ZADIE SMITH

Man vs. Corpse Tuesday, October 29th, 2013

Zadie Smith is a prolific essayist, novelist, and short story writer. Born to an English father and a Jamaican mother in London in 1975, Smith graduated with a degree in English literature from Cambridge in 1997. Just three years later she published first novel, White Teeth (2000), to a monumental amount of praise from critical and public sources.

White Teeth tells the story of three ethnically diverse families living in contemporary London. The book won a variety of awards and prizes, including but not limited to: the Guardian First Book Award, the Whitbread First Novel Award, the Commonwealth Writers Prize, and two BT Ethnic and Multicultural Media Awards. White Teeth has been translated into over twenty languages and was adapted as a television series for Channel 4 in the fall of 2002.

Zadie Smith's second novel, The Autograph Man, published in 2002, is a story of loss, obsession and the nature of celebrity. The novel won the 2003 Jewish Quarterly Literary Prize for Fiction. Her third novel, On Beauty, was published in 2005, and won the 2006 Orange Prize for Fiction. She also wrote a nonfiction book in 2006 about writing entitled Fail Better. Her book of essays, Changing My Mind: Occasional Essays, came out in 2009.

In her latest novel, NW (2012), Smith writes on four locals living in northwest London as they struggle to navigate the city and create adult lives outside of the council estate of their childhood. NW was named as one of the New York Times ‘10 Best Books of 2012.’ According to NPR, the book offers a “nuanced, disturbing exploration of the boundaries, some porous, some impenetrable, between people living cheek by jowl in urban centers where the widening gap between haves and have-nots has created chasms into which we're all in danger of falling."

Zadie Smith is currently a tenured professor of Creative Writing at New York University and her visit to CMC is sponsored by the Athenaeum and the Gould Center of Humanistic Studies.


*REQUIRED WORK:*
Go through the lines below and copy any that hold the string "grant".

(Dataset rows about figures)
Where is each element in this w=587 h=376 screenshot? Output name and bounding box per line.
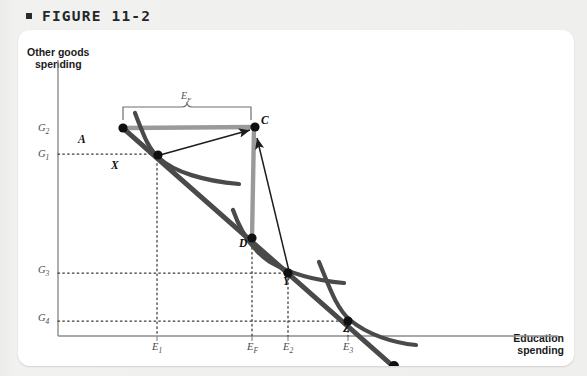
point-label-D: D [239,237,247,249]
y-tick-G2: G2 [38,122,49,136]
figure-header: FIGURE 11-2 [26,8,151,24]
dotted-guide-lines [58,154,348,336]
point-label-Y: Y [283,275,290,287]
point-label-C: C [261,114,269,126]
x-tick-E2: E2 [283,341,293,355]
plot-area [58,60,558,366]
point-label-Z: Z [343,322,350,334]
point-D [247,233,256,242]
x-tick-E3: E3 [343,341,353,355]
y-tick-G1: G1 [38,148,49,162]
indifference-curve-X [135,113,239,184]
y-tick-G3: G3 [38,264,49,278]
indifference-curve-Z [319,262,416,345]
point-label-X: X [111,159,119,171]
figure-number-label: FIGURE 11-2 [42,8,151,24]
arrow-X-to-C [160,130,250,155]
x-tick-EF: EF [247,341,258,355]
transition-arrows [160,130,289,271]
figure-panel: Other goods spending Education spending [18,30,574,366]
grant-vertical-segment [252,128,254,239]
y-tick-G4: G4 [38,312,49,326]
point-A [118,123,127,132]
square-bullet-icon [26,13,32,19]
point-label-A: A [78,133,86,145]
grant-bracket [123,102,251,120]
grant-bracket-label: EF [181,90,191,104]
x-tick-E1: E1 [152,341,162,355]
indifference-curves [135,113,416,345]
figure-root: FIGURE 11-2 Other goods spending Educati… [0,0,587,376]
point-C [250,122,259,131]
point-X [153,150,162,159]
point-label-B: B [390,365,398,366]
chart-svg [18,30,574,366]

--

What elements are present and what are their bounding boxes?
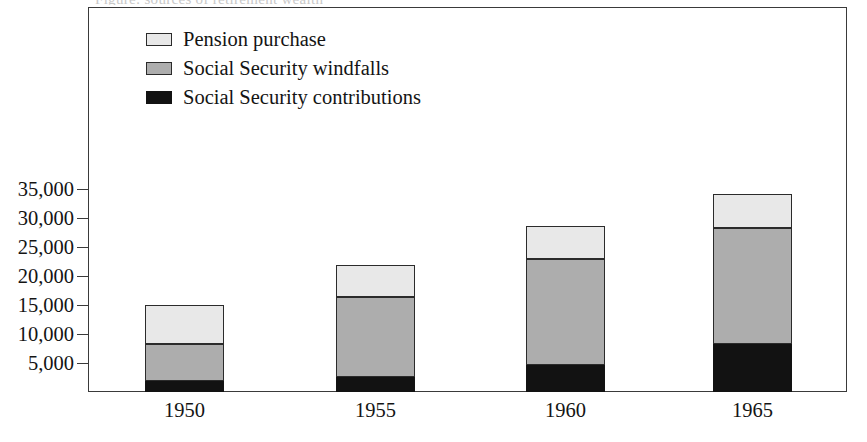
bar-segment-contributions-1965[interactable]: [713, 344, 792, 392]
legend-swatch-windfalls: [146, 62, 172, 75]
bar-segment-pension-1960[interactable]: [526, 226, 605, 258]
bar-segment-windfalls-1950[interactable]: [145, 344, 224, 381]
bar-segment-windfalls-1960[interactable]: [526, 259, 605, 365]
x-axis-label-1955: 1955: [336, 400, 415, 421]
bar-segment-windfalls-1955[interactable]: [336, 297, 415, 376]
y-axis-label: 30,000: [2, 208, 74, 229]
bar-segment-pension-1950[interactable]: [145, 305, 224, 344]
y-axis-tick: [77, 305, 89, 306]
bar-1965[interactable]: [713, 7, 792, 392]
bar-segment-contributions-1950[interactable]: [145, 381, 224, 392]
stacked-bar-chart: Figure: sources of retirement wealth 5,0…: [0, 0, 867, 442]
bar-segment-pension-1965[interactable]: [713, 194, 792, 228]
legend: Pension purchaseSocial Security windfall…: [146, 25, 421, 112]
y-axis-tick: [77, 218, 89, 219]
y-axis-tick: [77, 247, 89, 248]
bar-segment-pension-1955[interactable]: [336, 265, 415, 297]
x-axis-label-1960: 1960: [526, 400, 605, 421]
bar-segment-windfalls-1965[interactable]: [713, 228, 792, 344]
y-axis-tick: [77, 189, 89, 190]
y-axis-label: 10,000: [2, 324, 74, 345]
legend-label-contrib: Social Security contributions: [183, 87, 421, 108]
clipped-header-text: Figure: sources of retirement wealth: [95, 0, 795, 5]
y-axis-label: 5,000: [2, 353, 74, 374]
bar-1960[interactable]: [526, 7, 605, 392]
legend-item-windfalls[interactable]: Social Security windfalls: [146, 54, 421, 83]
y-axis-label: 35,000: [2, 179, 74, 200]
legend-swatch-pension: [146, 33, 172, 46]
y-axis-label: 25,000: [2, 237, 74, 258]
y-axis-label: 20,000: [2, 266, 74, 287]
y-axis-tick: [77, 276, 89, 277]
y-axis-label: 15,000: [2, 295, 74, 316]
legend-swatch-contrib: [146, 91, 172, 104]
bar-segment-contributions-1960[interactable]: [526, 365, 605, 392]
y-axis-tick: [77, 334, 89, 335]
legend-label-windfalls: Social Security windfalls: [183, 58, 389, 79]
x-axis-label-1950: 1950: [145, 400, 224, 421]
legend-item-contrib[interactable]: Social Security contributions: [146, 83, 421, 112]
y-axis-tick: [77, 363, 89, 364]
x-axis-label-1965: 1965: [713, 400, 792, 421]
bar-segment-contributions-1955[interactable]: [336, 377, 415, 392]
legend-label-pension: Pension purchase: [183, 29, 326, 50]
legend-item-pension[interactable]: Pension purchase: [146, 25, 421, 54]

*COMPLETED EXERCISE:*
grant-vertical-segment [252,128,254,239]
grant-bracket [123,102,251,120]
grant-bracket-label: EF [181,90,191,104]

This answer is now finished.